Common MYR calculation mistakes
Using last year’s benchmark rate The benchmark rate changes each year. For 2025-26 it is 8.37%. Always confirm the current year’s rate before calculating the MYR — using a stale rate understates the repayment obligation.
Calculating interest only The MYR formula produces a combined principal-and-interest amount. Some practitioners mistakenly calculate only the interest component (opening balance × r) and treat that as sufficient. It is not. The shortfall in principal reduction becomes a deemed dividend.
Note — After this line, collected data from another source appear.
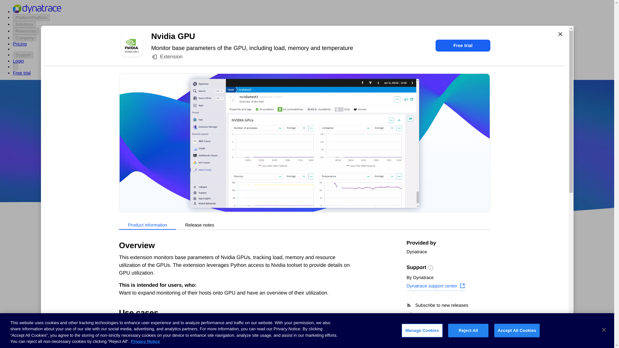 This screenshot has width=619, height=348. What do you see at coordinates (436, 287) in the screenshot?
I see `Dynatrace support center` at bounding box center [436, 287].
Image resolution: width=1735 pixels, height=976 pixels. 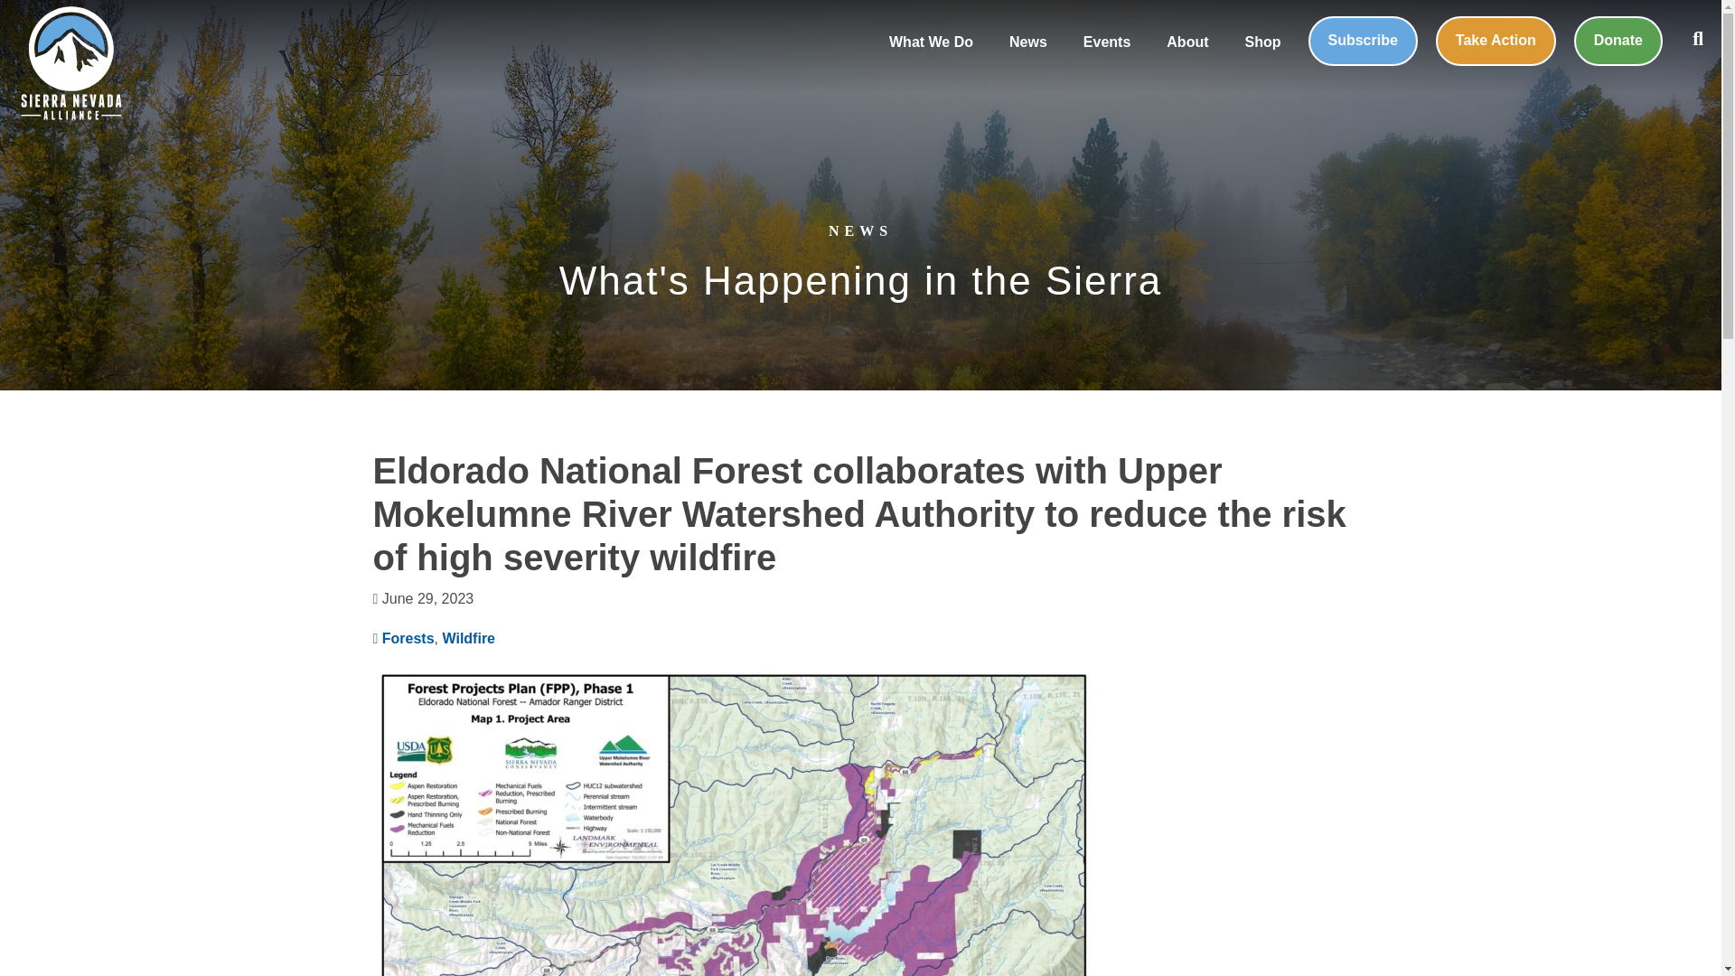 What do you see at coordinates (1027, 42) in the screenshot?
I see `News` at bounding box center [1027, 42].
Paying after 30 June Paying the MYR on 1 July — even one day late — means the payment does not count for the prior income year. The shortfall crystallises as a deemed dividend on 30 June.
Wrong opening balance If prior-year repayments were not correctly applied, the opening balance for the current year will be wrong. This cascades through every subsequent year’s MYR calculation. Reconcile the loan account at the start of each year.
Treating the loan as fully repaid when it is not At the end of the loan term, any residual balance must be fully repaid. If a 7-year loan still has a balance after year 7, that balance becomes a deemed dividend. Run the amortisation schedule to its end date to confirm.
Practical steps for 2025-26
- Confirm the opening balance of each Division 7A loan as at 1 July 2025.
- Apply the 2025-26 benchmark rate of 8.37% to calculate the MYR for each loan.
- Set up a repayment before 30 June 2026 — calendar reminder in April is not too early.
- Determine the most tax-efficient repayment method (cash, franked dividend set-off, or trade creditor set-off).
- Document the repayment with bank statements or board minutes (for dividend set-off).
- Retain the loan schedule and working papers with the company’s records.
Use the Division 7A calculator to generate the full amortisation schedule and cross-check your figures.